DOK-ING at Eurosatory 2014

 

 
Thursday, June 19, 2014 11:24 AM
 
DOK-ING: “Don’t send a man to do a machine’s job”
DOK-ING’s engineering vehicles have proved to be a “Swiss Army knife” in the market, providing all the solutions an Army might want in one platform and with the advantage of being unmanned.
     

DOK-ING MV-4 and its new manipulator arm
 
 

Although the “don’t send a man to do a machine’s job” is the company’s moto, it encapsulates a drive in the modern engineering vehicles market along with the need from the Engineers Corps that want to have all of the capabilities on one platform. With combat engineering’s role increasing after the lessons learned from Afghanistan and Iraq, DOK-ING has succeeded in promoting its products to a long list of customers, including the US Army.

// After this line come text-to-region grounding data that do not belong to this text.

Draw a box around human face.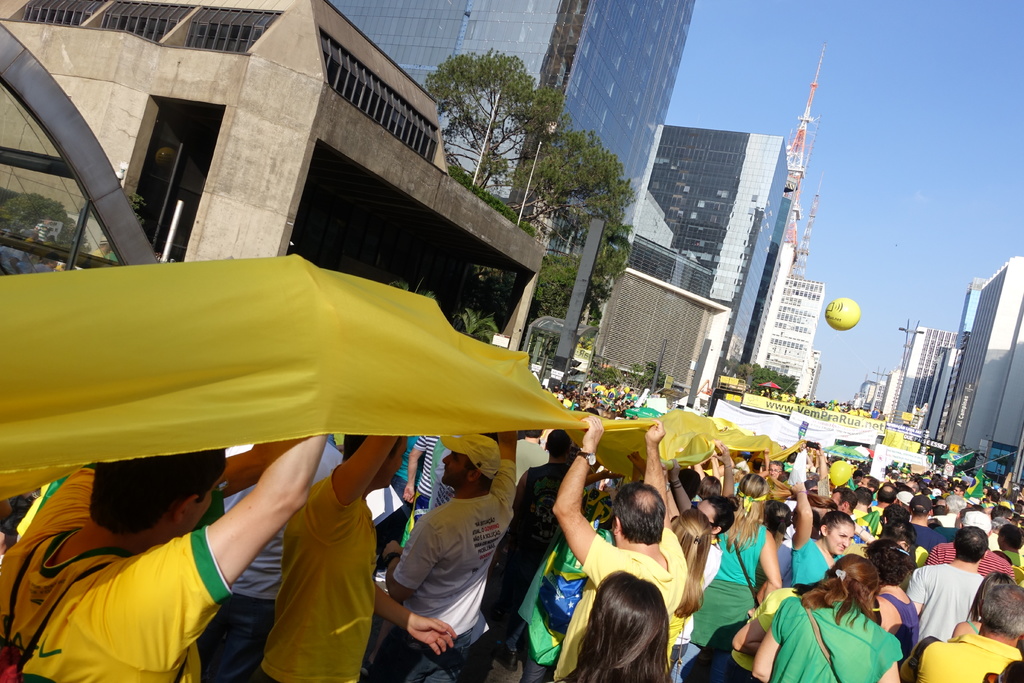
[x1=828, y1=524, x2=854, y2=554].
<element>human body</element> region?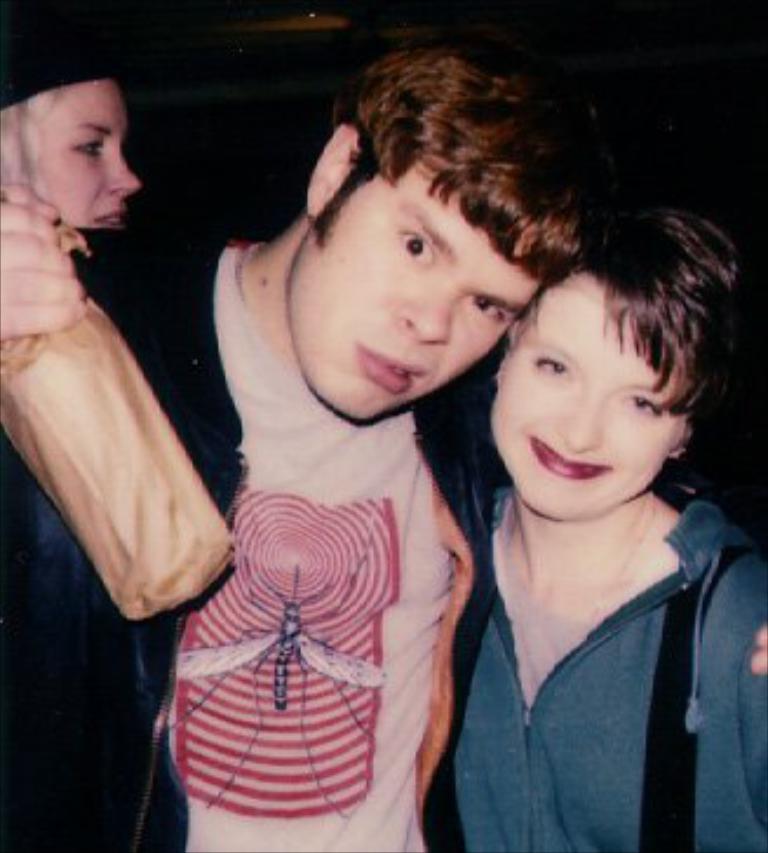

The company has presented at the Eurosatory the “multitool” MV-4 with a new manipulator arm, which provides the operator the ability to lift and move objects such as tree trunks, along with two other recent developments, a rear fork lift and rear shovel.

Army Recognition has learned that the DOK-ING’s unmanned platform will be modified in a CRN (chemical, radiological and nuclear) version, integrating detectors, sample collectors and a weather radar station, after the US Army requirements. The new solution will be ready by the year’s end and operational in the first quarter of 2015.

Further to that, Army Recognition has learned that the company is in discussions with the French Army, to transfer technology that would modify the AMX-30 tank into an unmanned combat engineering platform, as a continuation of an older French Army programme.

For the future the company has a series of plans that will be soon announced, both in the civilian and the defence sectors, with some of them being developed exclusively for the needs of specific customers.

Investing in new technologies, the company presented the LOOX electric vehicle, during the last Geneva Car Show, which features the MyHMI software for animating 3D scenes. All of the indications on the driver’s screen are digital and the interface has been built with that software, which was also used to design the interface of the UGVs control panel.

Among the upcoming plans of DOK-ING is its willingness to further develop the current platforms by expanding their capabilities; in order to make them capable of meeting future needs, whether they are market trends or customer specific.